Friends & Neighbors, tomorrow night presents a great opportunity to make your voice heard. PLEASE take the time to attend this meeting (details listed below) and advocate for your own rights and interests as residents of our beloved community. Employees of EverPower are paid to represent the interests of Big Wind and continue to try to compare the proposed project in Champaign County to wind development taking place elsewhere, but the truth is, there is no project comparable to Champaign County when it comes to placing these 50-story industrial machines in residential areas. State "experts" are coming to discuss the wind farm in Van Wert County but that particular project is irrelevant to what is proposed for our county, as you can see from the statistics below. The four townships where the turbines are proposed in Champaign County have a MUCH greater concentration of residents (and significant population growth) than the parallel townships in Van Wert County.

Pro-wind advocates are bringing representatives from Van Wert County to Urbana University this coming Monday night at 7:15 pm to present the "benefits" of industrial wind development.

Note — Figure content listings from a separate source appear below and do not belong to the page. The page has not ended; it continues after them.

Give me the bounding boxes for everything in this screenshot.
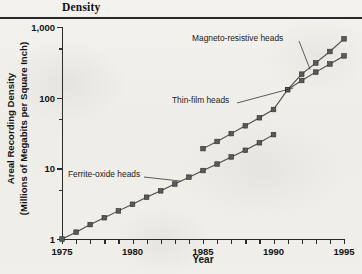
x-tick-1982: [161, 239, 162, 244]
y-axis-title-line2: (Millions of Megabits per Square Inch): [17, 42, 28, 215]
x-tick-1979: [118, 239, 119, 244]
x-tick-1992: [302, 239, 303, 244]
x-tick-1986: [217, 239, 218, 244]
data-point: [229, 131, 234, 136]
x-tick-1987: [231, 239, 232, 244]
x-tick-1995: [344, 239, 345, 244]
x-tick-1993: [316, 239, 317, 244]
data-point: [215, 139, 220, 144]
x-tick-1983: [175, 239, 176, 244]
data-point: [173, 182, 178, 187]
data-point: [201, 168, 206, 173]
data-point: [60, 237, 65, 242]
x-tick-1990: [274, 239, 275, 244]
y-tick-label-1,000: 1,000: [31, 22, 55, 33]
x-tick-1994: [330, 239, 331, 244]
data-point: [187, 175, 192, 180]
data-point: [116, 209, 121, 214]
y-tick-label-1: 1: [50, 234, 55, 245]
data-point: [257, 115, 262, 120]
data-point: [88, 222, 93, 227]
x-tick-1976: [76, 239, 77, 244]
y-tick-label-10: 10: [44, 163, 55, 174]
annotation-magneto-resistive: Magneto-resistive heads: [192, 33, 283, 43]
data-point: [257, 140, 262, 145]
data-point: [215, 162, 220, 167]
y-axis-title-line1: Areal Recording Density: [5, 73, 16, 184]
data-point: [314, 61, 319, 66]
data-point: [229, 155, 234, 160]
data-point: [342, 37, 347, 42]
data-point: [314, 70, 319, 75]
x-tick-1991: [288, 239, 289, 244]
data-point: [285, 87, 290, 92]
x-tick-1978: [104, 239, 105, 244]
x-tick-1980: [133, 239, 134, 244]
x-tick-1989: [259, 239, 260, 244]
data-point: [130, 202, 135, 207]
x-tick-1981: [147, 239, 148, 244]
x-tick-1985: [203, 239, 204, 244]
x-tick-1988: [245, 239, 246, 244]
y-axis-title-container: Areal Recording Density (Millions of Meg…: [0, 20, 34, 248]
data-point: [201, 146, 206, 151]
y-tick-label-100: 100: [39, 92, 55, 103]
annotation-thin-film: Thin-film heads: [172, 95, 229, 105]
data-point: [102, 215, 107, 220]
data-point: [243, 123, 248, 128]
data-point: [342, 54, 347, 59]
data-point: [271, 107, 276, 112]
data-point: [243, 148, 248, 153]
x-tick-1977: [90, 239, 91, 244]
series-line-ferrite-oxide-heads: [62, 135, 274, 239]
data-point: [271, 132, 276, 137]
data-point: [328, 49, 333, 54]
annotation-ferrite-oxide: Ferrite-oxide heads: [68, 169, 140, 179]
page-title: Density: [62, 1, 100, 13]
x-tick-1984: [189, 239, 190, 244]
data-point: [328, 62, 333, 67]
data-point: [158, 189, 163, 194]
title-divider: [0, 17, 362, 19]
x-axis-title: Year: [62, 254, 344, 265]
y-axis-title: Areal Recording Density (Millions of Meg…: [5, 21, 30, 237]
data-point: [299, 78, 304, 83]
data-point: [144, 195, 149, 200]
data-series-layer: [62, 27, 344, 239]
chart-plot-area: 1101001,000 19751980198519901995 Magneto…: [62, 27, 344, 239]
data-point: [74, 230, 79, 235]
data-point: [299, 72, 304, 77]
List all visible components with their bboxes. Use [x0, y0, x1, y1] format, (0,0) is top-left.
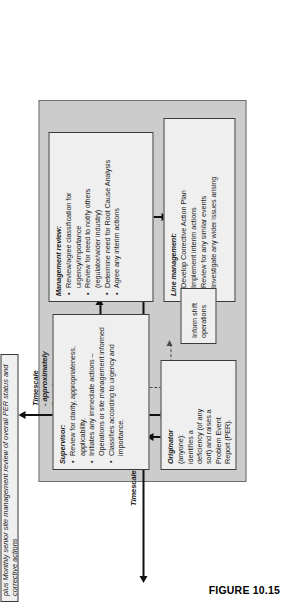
- box-supervisor: Supervisor: Review for clarity, appropri…: [52, 314, 149, 470]
- box-originator-header: Originator: [165, 366, 174, 464]
- box-originator-line-5: Problem Event: [213, 366, 222, 464]
- box-management-review-list: Review/agree classification for urgency/…: [63, 138, 120, 296]
- box-originator-line-3: deficiency (of any: [194, 366, 203, 464]
- box-inform-shift-operations: Inform shift operations: [180, 288, 216, 344]
- box-line-management-item-4: Investigate any wider issues arising: [208, 124, 217, 288]
- box-line-management-item-3: Review for any similar events: [198, 124, 207, 288]
- box-monthly-review-text: plus Monthly senior site management revi…: [0, 360, 18, 596]
- timescale-3-days-arrowhead-start: [139, 576, 147, 583]
- timescale-2-weeks-arrowhead-start: [18, 411, 25, 419]
- box-supervisor-item-2: Initiates any immediate actions – Operat…: [86, 320, 105, 456]
- connector-supervisor-to-inform-shift-arrowhead: [166, 340, 172, 346]
- box-management-review-item-1: Review/agree classification for urgency/…: [63, 138, 82, 288]
- box-originator-line-1: (anyone):: [175, 366, 184, 464]
- figure-caption: FIGURE 10.15: [209, 584, 280, 596]
- box-line-management-item-1: Develop Corrective Action Plan: [178, 124, 187, 288]
- box-supervisor-item-3: Classifies according to urgency and impo…: [106, 320, 125, 456]
- box-management-review-item-2: Review for need to notify others (regula…: [82, 138, 101, 288]
- box-originator: Originator (anyone): identifies a defici…: [160, 360, 236, 470]
- box-originator-line-4: sort) and raises a: [203, 366, 212, 464]
- box-management-review-item-3: Determine need for Root Cause Analysis: [102, 138, 111, 288]
- box-management-review: Management review: Review/agree classifi…: [48, 132, 153, 302]
- box-supervisor-list: Review for clarity, appropriateness, app…: [67, 320, 124, 464]
- box-line-management-list: Develop Corrective Action Plan Implement…: [178, 124, 217, 296]
- box-line-management: Line management: Develop Corrective Acti…: [163, 118, 235, 302]
- box-line-management-item-2: Implement interim actions: [188, 124, 197, 288]
- box-supervisor-header: Supervisor:: [57, 320, 66, 464]
- box-management-review-item-4: Agree any interim actions: [111, 138, 120, 288]
- figure-canvas: Timescale – approximately 3 working days…: [0, 0, 285, 602]
- box-inform-shift-operations-text: Inform shift operations: [189, 294, 208, 338]
- box-management-review-header: Management review:: [53, 138, 62, 296]
- box-monthly-review: plus Monthly senior site management revi…: [0, 354, 18, 602]
- box-line-management-header: Line management:: [168, 124, 177, 296]
- box-originator-line-2: identifies a: [185, 366, 194, 464]
- box-originator-line-6: Report (PER).: [222, 366, 231, 464]
- box-supervisor-item-1: Review for clarity, appropriateness, app…: [67, 320, 86, 456]
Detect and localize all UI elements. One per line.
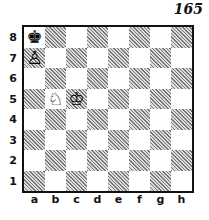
square-d5 [87, 89, 108, 110]
square-g7 [150, 48, 171, 69]
file-label: g [150, 193, 171, 206]
square-b6 [45, 68, 66, 89]
square-c3 [66, 130, 87, 151]
square-f4 [129, 109, 150, 130]
file-label: e [108, 193, 129, 206]
square-c7 [66, 48, 87, 69]
square-a4 [24, 109, 45, 130]
square-h8 [171, 27, 192, 48]
square-a5 [24, 89, 45, 110]
square-b8 [45, 27, 66, 48]
square-b4 [45, 109, 66, 130]
rank-label: 7 [8, 52, 18, 65]
square-h6 [171, 68, 192, 89]
square-c4 [66, 109, 87, 130]
square-c1 [66, 171, 87, 192]
square-h2 [171, 150, 192, 171]
square-g1 [150, 171, 171, 192]
square-e7 [108, 48, 129, 69]
square-b2 [45, 150, 66, 171]
file-label: f [129, 193, 150, 206]
square-c5: ♔ [66, 89, 87, 110]
square-b1 [45, 171, 66, 192]
square-d1 [87, 171, 108, 192]
square-e6 [108, 68, 129, 89]
file-label: b [45, 193, 66, 206]
square-g2 [150, 150, 171, 171]
square-g5 [150, 89, 171, 110]
square-e5 [108, 89, 129, 110]
rank-label: 2 [8, 154, 18, 167]
square-e1 [108, 171, 129, 192]
square-f2 [129, 150, 150, 171]
square-c6 [66, 68, 87, 89]
square-g8 [150, 27, 171, 48]
square-d7 [87, 48, 108, 69]
square-a1 [24, 171, 45, 192]
square-f7 [129, 48, 150, 69]
square-a8: ♚ [24, 27, 45, 48]
rank-label: 6 [8, 72, 18, 85]
square-a2 [24, 150, 45, 171]
square-h5 [171, 89, 192, 110]
rank-label: 4 [8, 113, 18, 126]
file-label: h [171, 193, 192, 206]
square-f1 [129, 171, 150, 192]
file-label: c [66, 193, 87, 206]
square-h4 [171, 109, 192, 130]
square-d4 [87, 109, 108, 130]
square-e2 [108, 150, 129, 171]
rank-label: 1 [8, 175, 18, 188]
file-label: d [87, 193, 108, 206]
square-b7 [45, 48, 66, 69]
square-h3 [171, 130, 192, 151]
rank-label: 3 [8, 134, 18, 147]
square-f8 [129, 27, 150, 48]
diagram-number: 165 [174, 1, 203, 17]
square-f5 [129, 89, 150, 110]
square-h7 [171, 48, 192, 69]
square-c8 [66, 27, 87, 48]
white-knight-icon: ♘ [47, 90, 63, 108]
square-a7: ♙ [24, 48, 45, 69]
square-h1 [171, 171, 192, 192]
square-b5: ♘ [45, 89, 66, 110]
black-king-icon: ♚ [26, 28, 42, 46]
square-b3 [45, 130, 66, 151]
square-e4 [108, 109, 129, 130]
square-g3 [150, 130, 171, 151]
white-pawn-icon: ♙ [26, 49, 42, 67]
square-f6 [129, 68, 150, 89]
file-label: a [24, 193, 45, 206]
square-g4 [150, 109, 171, 130]
square-d8 [87, 27, 108, 48]
rank-label: 5 [8, 93, 18, 106]
square-e8 [108, 27, 129, 48]
square-a6 [24, 68, 45, 89]
square-f3 [129, 130, 150, 151]
square-d2 [87, 150, 108, 171]
square-e3 [108, 130, 129, 151]
square-d3 [87, 130, 108, 151]
rank-label: 8 [8, 31, 18, 44]
white-king-icon: ♔ [68, 90, 84, 108]
square-c2 [66, 150, 87, 171]
square-a3 [24, 130, 45, 151]
square-g6 [150, 68, 171, 89]
chess-board: ♚♙♘♔ [22, 25, 194, 193]
square-d6 [87, 68, 108, 89]
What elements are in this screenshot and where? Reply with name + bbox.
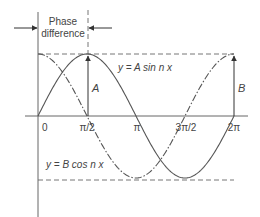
phase-label-line2: difference (41, 28, 85, 39)
phase-label-line1: Phase (49, 16, 78, 27)
amplitude-A-label: A (91, 82, 99, 94)
cosine-function-label: y = B cos n x (45, 159, 105, 170)
x-tick-0: 0 (42, 122, 48, 133)
amplitude-B-label: B (238, 82, 245, 94)
x-tick-2pi: 2π (228, 122, 241, 133)
sine-function-label: y = A sin n x (117, 62, 173, 73)
phase-difference-diagram: Phase difference A B y = A sin n x y = B… (0, 0, 260, 217)
x-tick-3pi-over-2: 3π/2 (176, 122, 197, 133)
x-tick-pi: π (134, 122, 141, 133)
x-tick-pi-over-2: π/2 (79, 122, 95, 133)
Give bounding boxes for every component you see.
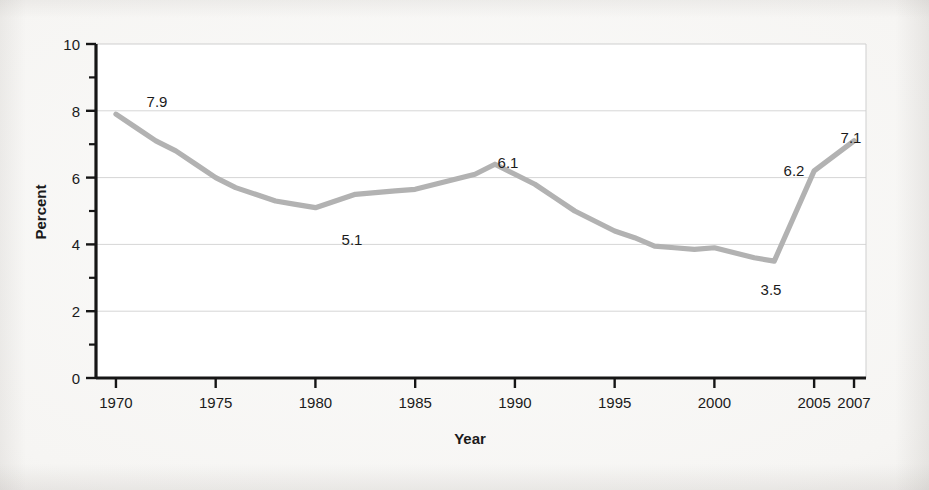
x-tick-label-2007: 2007	[837, 394, 870, 411]
x-tick-label-2005: 2005	[797, 394, 830, 411]
data-label-5-1: 5.1	[342, 231, 363, 248]
x-axis-title: Year	[454, 430, 486, 447]
data-label-6-2: 6.2	[784, 162, 805, 179]
plot-area-background	[96, 44, 866, 378]
chart-figure: 0246810197019751980198519901995200020052…	[0, 0, 929, 490]
data-label-3-5: 3.5	[761, 281, 782, 298]
y-tick-label-10: 10	[63, 36, 80, 53]
data-label-6-1: 6.1	[498, 154, 519, 171]
data-label-7-1: 7.1	[841, 129, 862, 146]
data-label-7-9: 7.9	[147, 93, 168, 110]
y-tick-label-4: 4	[72, 236, 80, 253]
x-tick-label-1980: 1980	[299, 394, 332, 411]
scanned-page-background: 0246810197019751980198519901995200020052…	[0, 0, 929, 490]
y-tick-label-8: 8	[72, 103, 80, 120]
x-tick-label-2000: 2000	[698, 394, 731, 411]
y-tick-label-0: 0	[72, 370, 80, 387]
x-tick-label-1995: 1995	[598, 394, 631, 411]
x-tick-label-1970: 1970	[99, 394, 132, 411]
x-tick-label-1985: 1985	[398, 394, 431, 411]
x-tick-label-1975: 1975	[199, 394, 232, 411]
line-chart: 0246810197019751980198519901995200020052…	[0, 0, 929, 490]
x-tick-label-1990: 1990	[498, 394, 531, 411]
y-tick-label-6: 6	[72, 170, 80, 187]
y-tick-label-2: 2	[72, 303, 80, 320]
y-axis-title: Percent	[32, 184, 49, 239]
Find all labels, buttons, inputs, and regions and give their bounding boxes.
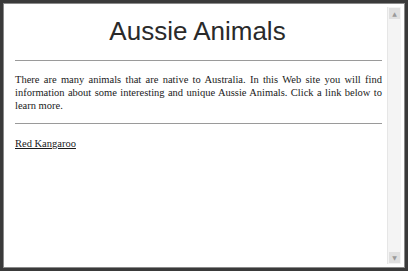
scroll-up-arrow-icon[interactable]: ▲ <box>389 8 400 19</box>
browser-window: Aussie Animals There are many animals th… <box>0 0 408 271</box>
divider-top <box>15 60 382 61</box>
vertical-scrollbar[interactable]: ▲ ▼ <box>387 7 401 264</box>
intro-paragraph: There are many animals that are native t… <box>15 73 382 112</box>
link-red-kangaroo[interactable]: Red Kangaroo <box>15 138 76 149</box>
page-title: Aussie Animals <box>7 7 388 46</box>
scroll-down-arrow-icon[interactable]: ▼ <box>389 252 400 263</box>
page-viewport: Aussie Animals There are many animals th… <box>7 7 388 264</box>
divider-bottom <box>15 123 382 124</box>
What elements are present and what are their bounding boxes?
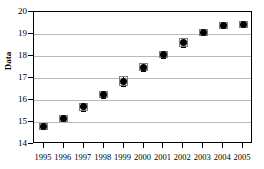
x-tick-mark xyxy=(43,143,44,148)
x-tick-mark xyxy=(143,143,144,148)
chart-figure: Data 14151617181920 19951996199719981999… xyxy=(0,0,264,169)
x-tick-mark xyxy=(162,143,163,148)
error-bar-cap xyxy=(141,71,146,72)
x-tick-mark xyxy=(182,143,183,148)
gridline xyxy=(34,78,251,79)
y-tick-label: 20 xyxy=(1,7,27,16)
gridline xyxy=(34,56,251,57)
plot-area xyxy=(33,11,252,143)
data-point xyxy=(220,22,227,29)
x-tick-label: 2005 xyxy=(226,152,258,162)
y-tick-label: 18 xyxy=(1,51,27,60)
error-bar-cap xyxy=(181,47,186,48)
data-point xyxy=(140,64,147,71)
x-tick-mark xyxy=(83,143,84,148)
gridline xyxy=(34,34,251,35)
x-tick-mark xyxy=(103,143,104,148)
x-tick-mark xyxy=(202,143,203,148)
error-bar-cap xyxy=(121,86,126,87)
y-tick-label: 19 xyxy=(1,29,27,38)
x-tick-mark xyxy=(63,143,64,148)
y-tick-label: 16 xyxy=(1,95,27,104)
error-bar-cap xyxy=(81,111,86,112)
x-tick-mark xyxy=(242,143,243,148)
gridline xyxy=(34,100,251,101)
y-tick-mark xyxy=(28,143,33,144)
x-tick-mark xyxy=(123,143,124,148)
data-point xyxy=(120,78,127,85)
x-tick-mark xyxy=(222,143,223,148)
data-point xyxy=(240,21,247,28)
y-tick-label: 17 xyxy=(1,73,27,82)
y-tick-label: 15 xyxy=(1,117,27,126)
y-tick-label: 14 xyxy=(1,139,27,148)
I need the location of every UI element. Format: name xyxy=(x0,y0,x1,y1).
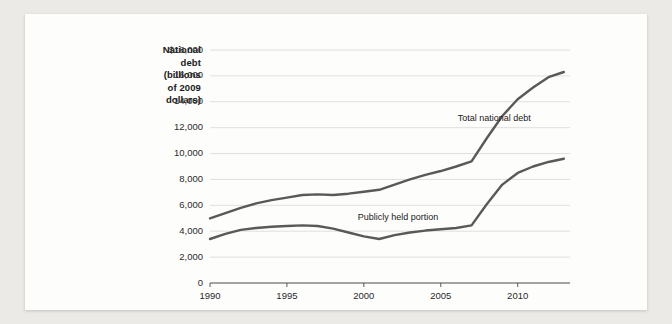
series-line-2 xyxy=(210,159,564,239)
chart-card: National debt (billions of 2009 dollars)… xyxy=(25,14,647,310)
y-tick-label: 6,000 xyxy=(145,199,203,210)
x-tick-label: 2010 xyxy=(493,290,543,301)
series-annotation-2: Publicly held portion xyxy=(358,212,439,222)
chart-figure: National debt (billions of 2009 dollars)… xyxy=(25,14,647,310)
page-background: National debt (billions of 2009 dollars)… xyxy=(0,0,672,324)
x-tick-label: 1995 xyxy=(262,290,312,301)
x-tick-label: 1990 xyxy=(185,290,235,301)
plot-svg xyxy=(25,14,647,310)
y-tick-label: $18,000 xyxy=(145,44,203,55)
y-tick-label: 4,000 xyxy=(145,225,203,236)
y-tick-label: 16,000 xyxy=(145,69,203,80)
y-tick-label: 10,000 xyxy=(145,147,203,158)
y-tick-label: 8,000 xyxy=(145,173,203,184)
x-tick-label: 2005 xyxy=(416,290,466,301)
y-tick-label: 0 xyxy=(145,277,203,288)
y-tick-label: 2,000 xyxy=(145,251,203,262)
y-tick-label: 12,000 xyxy=(145,121,203,132)
x-tick-label: 2000 xyxy=(339,290,389,301)
series-annotation-1: Total national debt xyxy=(458,113,531,123)
y-tick-label: 14,000 xyxy=(145,95,203,106)
series-line-1 xyxy=(210,72,564,218)
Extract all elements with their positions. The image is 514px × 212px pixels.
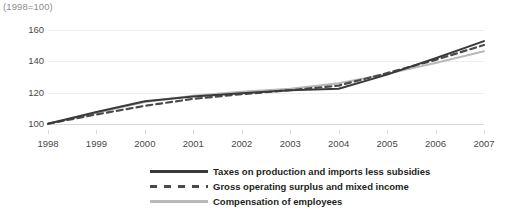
legend-item-2[interactable]: Compensation of employees: [150, 194, 480, 208]
y-axis-labels: 100120140160: [0, 24, 44, 130]
x-tick-label-2003: 2003: [264, 138, 316, 149]
x-tick-mark-1999: [96, 130, 97, 134]
series-line-2: [48, 51, 484, 123]
x-tick-label-2002: 2002: [216, 138, 268, 149]
x-tick-label-2001: 2001: [167, 138, 219, 149]
legend-label-2: Compensation of employees: [213, 196, 342, 207]
x-tick-mark-2007: [484, 130, 485, 134]
x-tick-label-1998: 1998: [22, 138, 74, 149]
x-tick-label-2005: 2005: [361, 138, 413, 149]
chart-legend: Taxes on production and imports less sub…: [150, 164, 480, 209]
x-tick-mark-2006: [436, 130, 437, 134]
x-tick-mark-2000: [145, 130, 146, 134]
x-axis-labels: 1998199920002001200220032004200520062007: [48, 138, 484, 152]
x-tick-mark-2004: [339, 130, 340, 134]
x-tick-mark-2005: [387, 130, 388, 134]
legend-label-1: Gross operating surplus and mixed income: [213, 181, 409, 192]
x-tick-label-1999: 1999: [70, 138, 122, 149]
y-tick-label-160: 160: [4, 24, 44, 35]
y-tick-label-140: 140: [4, 55, 44, 66]
plot-area: [48, 24, 484, 130]
x-tick-mark-1998: [48, 130, 49, 134]
series-lines: [48, 24, 484, 130]
x-tick-label-2004: 2004: [313, 138, 365, 149]
chart-axis-note: (1998=100): [3, 1, 53, 12]
chart-container: (1998=100) 100120140160 1998199920002001…: [0, 0, 514, 212]
legend-item-1[interactable]: Gross operating surplus and mixed income: [150, 179, 480, 193]
legend-swatch-icon-0: [150, 166, 208, 176]
x-tick-mark-2002: [242, 130, 243, 134]
x-tick-mark-2001: [193, 130, 194, 134]
series-line-1: [48, 45, 484, 124]
x-tick-mark-2003: [290, 130, 291, 134]
x-tick-label-2006: 2006: [410, 138, 462, 149]
legend-swatch-icon-2: [150, 196, 208, 206]
x-tick-label-2000: 2000: [119, 138, 171, 149]
legend-item-0[interactable]: Taxes on production and imports less sub…: [150, 164, 480, 178]
legend-swatch-icon-1: [150, 181, 208, 191]
y-tick-label-100: 100: [4, 118, 44, 129]
y-tick-label-120: 120: [4, 87, 44, 98]
legend-label-0: Taxes on production and imports less sub…: [213, 166, 430, 177]
x-tick-label-2007: 2007: [458, 138, 510, 149]
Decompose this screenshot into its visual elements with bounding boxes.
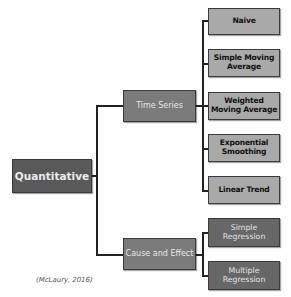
node-multiple-regression: Multiple Regression (208, 261, 280, 290)
connector-to-cause-effect (96, 254, 123, 256)
connector-root-vertical (96, 105, 98, 255)
citation: (McLaury, 2016) (36, 276, 93, 284)
node-weighted-moving-average: Weighted Moving Average (208, 92, 280, 120)
node-naive: Naive (208, 8, 280, 35)
node-time-series: Time Series (123, 90, 196, 122)
node-simple-regression: Simple Regression (208, 218, 280, 247)
node-exponential-smoothing: Exponential Smoothing (208, 134, 280, 162)
connector-cause-effect-vertical (202, 232, 204, 276)
node-cause-and-effect: Cause and Effect (123, 238, 196, 270)
node-simple-moving-average: Simple Moving Average (208, 49, 280, 77)
node-quantitative: Quantitative (12, 159, 92, 193)
connector-to-time-series (96, 105, 123, 107)
node-linear-trend: Linear Trend (208, 176, 280, 204)
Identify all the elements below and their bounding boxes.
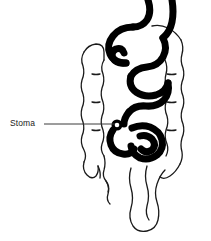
- stoma-label: Stoma: [10, 118, 35, 128]
- stoma-opening: [112, 120, 123, 131]
- small-intestine-loops: [109, 0, 173, 159]
- anatomical-figure: Stoma: [0, 0, 211, 241]
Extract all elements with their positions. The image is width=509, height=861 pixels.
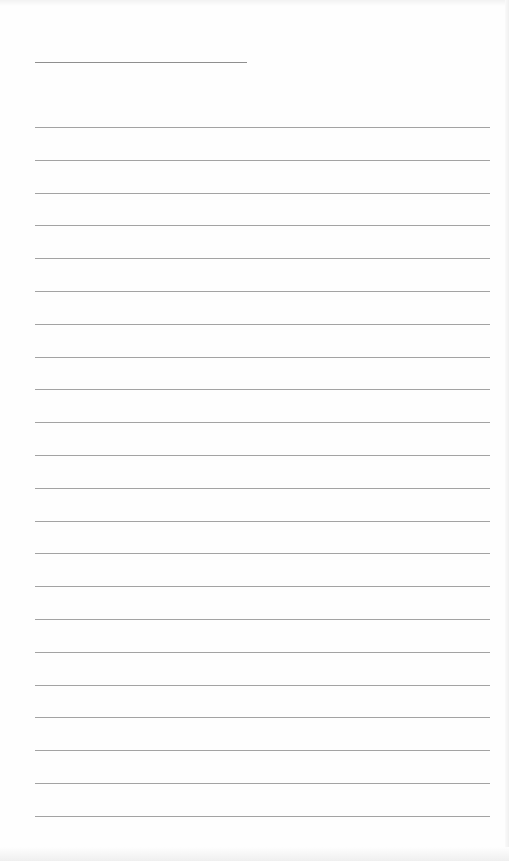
ruled-line [35, 258, 490, 259]
ruled-line [35, 488, 490, 489]
ruled-line [35, 455, 490, 456]
ruled-line [35, 521, 490, 522]
ruled-line [35, 324, 490, 325]
ruled-line [35, 717, 490, 718]
header-write-line [35, 62, 247, 63]
ruled-line [35, 193, 490, 194]
lined-paper-page [0, 0, 509, 861]
ruled-line [35, 553, 490, 554]
ruled-line [35, 422, 490, 423]
ruled-line [35, 357, 490, 358]
ruled-line [35, 586, 490, 587]
ruled-line [35, 225, 490, 226]
ruled-line [35, 127, 490, 128]
bottom-edge-shadow [0, 847, 509, 861]
ruled-line [35, 685, 490, 686]
ruled-line [35, 816, 490, 817]
ruled-line [35, 652, 490, 653]
ruled-line [35, 160, 490, 161]
ruled-line [35, 619, 490, 620]
ruled-line [35, 750, 490, 751]
ruled-line [35, 783, 490, 784]
ruled-line [35, 389, 490, 390]
top-edge-shadow [0, 0, 509, 6]
ruled-line [35, 291, 490, 292]
right-edge-shadow [505, 0, 509, 861]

We need all hands on deck for this event and if you can possibly make it please, please come. The old Champaign Advocates for Renewable Energy (CARE) has come back to life and they are encouraging pro-wind folks and leaseholders to attend. They are contacting school board members. As a reminder, of the three townships where their project is located, the following is reported by the US Bureau of the Census and as you can see, Van Wert County's project area is NOTHING like ours:

Van Wert County:

Township Population 2010 Population 2000 Percent Change from 2000 to 2010

Union 942 1,100 -6.6%

Tully 2,054 2,119 -3.1%

Hoaglin 662 605 9.4%

Champaign County:

Union 2,210 1,920 15.1%

Goshen 3,696 3,383 9.3%

Salem 2,539 2,307 10.1%

Wayne 1,809 1,660 9.0%

Not only do we have a significant and growing population, among our neighbors are the homes of numerous medical professionals and local employers. No one would choose to live in the middle of an industrial wind farm. If we lose even one of these valuable community resources, will Champaign County be able to replace them? Come and ask the speakers what they think!